By Kaye Toal

As a body positive activist, I am often asked, “Kaye, what do you mean by ‘diet culture?’”

Diet culture (I explain) is what we live in, where various diets are businesses that make billions upon billions of dollars marketing a product that has a 95% failure rate. Diet culture means that many people have really screwed up relationships with food. Diet culture means that 42% of girls will have been on a diet by age 10 — before their bodies have even developed.

If I am feeling particularly infuriated that day, I add something like, “Diet culture means everyone hates themselves and nobody wins.
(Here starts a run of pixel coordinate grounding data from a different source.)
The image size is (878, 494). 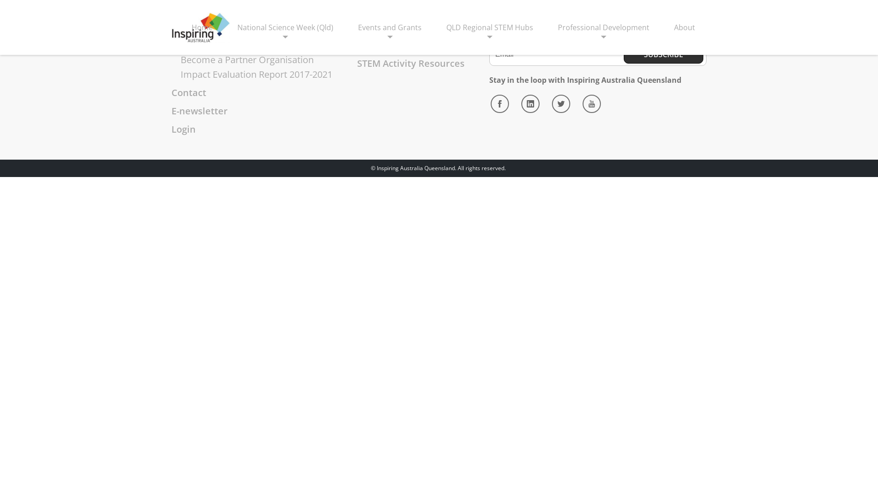 What do you see at coordinates (685, 27) in the screenshot?
I see `About` at bounding box center [685, 27].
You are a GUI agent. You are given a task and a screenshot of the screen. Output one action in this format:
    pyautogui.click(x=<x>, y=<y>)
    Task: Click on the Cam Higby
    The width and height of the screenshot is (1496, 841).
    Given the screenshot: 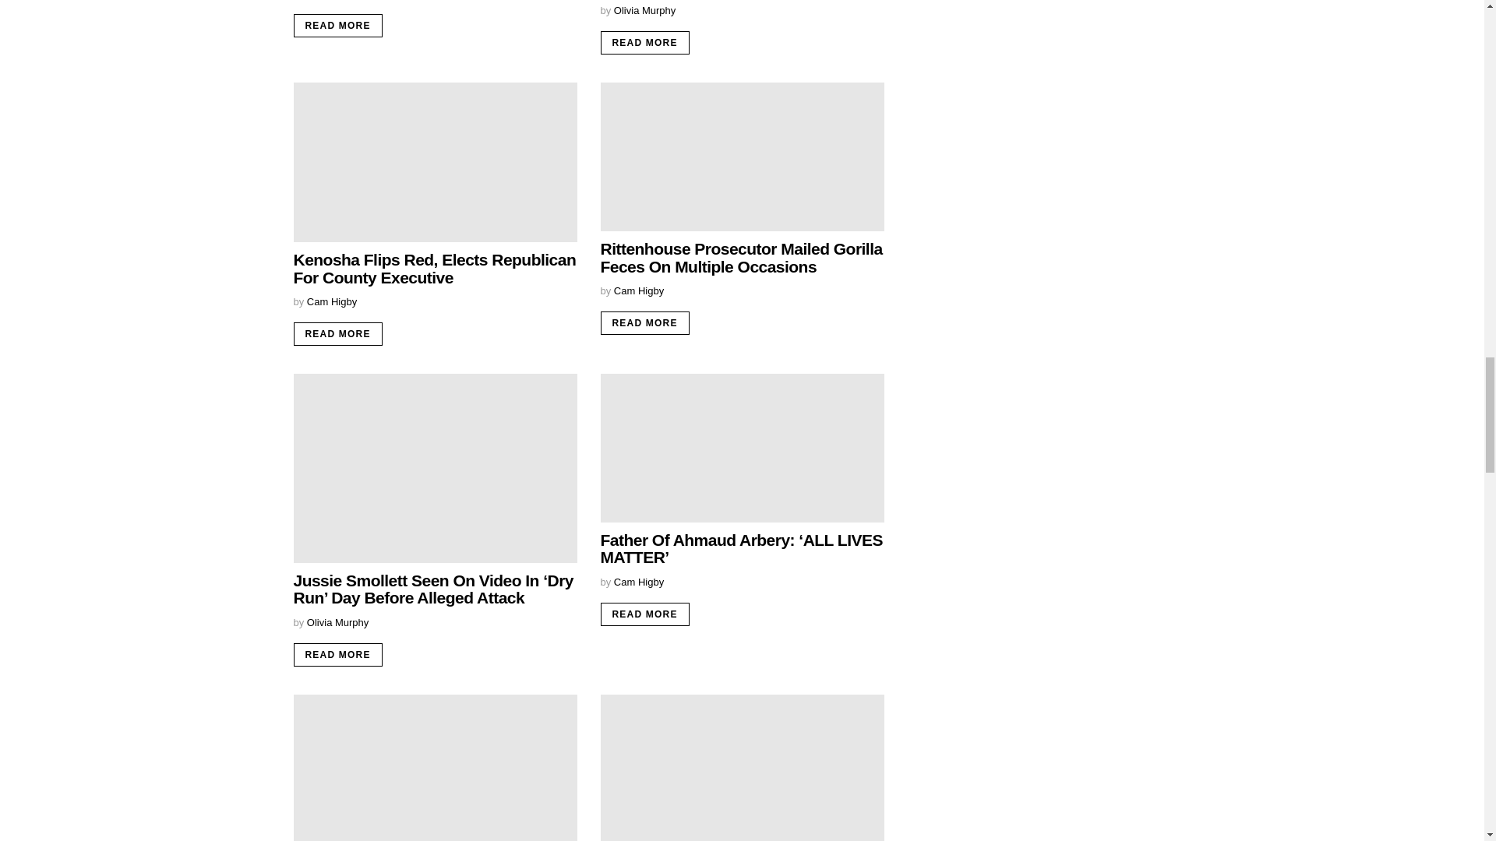 What is the action you would take?
    pyautogui.click(x=639, y=291)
Especially women.”

I have a new addition to my explanation: in a diet culture, a woman who emotionally abuses, berates, and belittles her 7-year-old daughter into losing 16 pounds not only gets a Vogue byline where she boo-hoos over how humiliated she was by her own inability to parent effectively (which she, of course, blames on her daughter not cooperating with said abuse), but a book deal to write a memoir about her experiences abusing, berating, and belittling her 7-year-old daughter into losing 16 pounds.

This woman’s name is Dara-Lynn Weiss and her book, tentatively titled The Heavy (precious), is described by the publisher as “an experience that epitomizes the modern parenting ‘damned if you do/damned if you don’t’ predicament.” Ah, yes. The damned-if-you-do-or-don’t predicament of making your daughter hate herself.

As a 21-year-old woman, the thought of parenting terrifies me. I am sure it is incredibly difficult, and that parents must make very hard decisions for their children and they may not necessarily know whether those decisions are right. Parents are also people, with their own sets of demons that may manifest in their interactions with their children. I understand this firsthand. If at 21 I’m capable of recognizing and empathizing with it, at seven I was not. At seven, I was simply hurt by it. Here, it is probably best to let Bea, Dara-Lynn’s daughter, speak for herself in an excerpt from the original Vogue article.

For Bea, the achievement is bittersweet. When I ask her if she likes how she looks now, if she’s proud of what she’s accomplished, she says yes…Even so, the person she used to be still weighs on her. Tears of pain fill her eyes as she reflects on her yearlong journey. “That’s still me,” she says of her former self. “I’m not a different person just because I lost sixteen pounds.” I protest that, indeed, she is different. At this moment, that fat girl is a thing of the past. A tear rolls down her beautiful cheek, past the glued-in feather. “Just because it’s in the past,” she says, “doesn’t mean it didn’t happen.”

I refuse to allow the culture we live in to reward this woman’s draconian methods. As a fat woman myself, as a person with friends and loved ones who have deeply complicated relationships with their bodies, I am appalled by the fact that this article ever made it to print, much less that Weiss is getting a damn book deal. I certainly do not trust that the memoir will do anything other than contribute to a world that tells women they are lesser if they are fat, and that losing weight is an “accomplishment” that fundamentally changes who they are as people and makes them “better.”

I am disgusted with Ballentine Books’ Marnie Cochran’s decision to publish, for in doing so she is – knowingly or not – contributing to this same world.

This is not a world that our daughters deserve.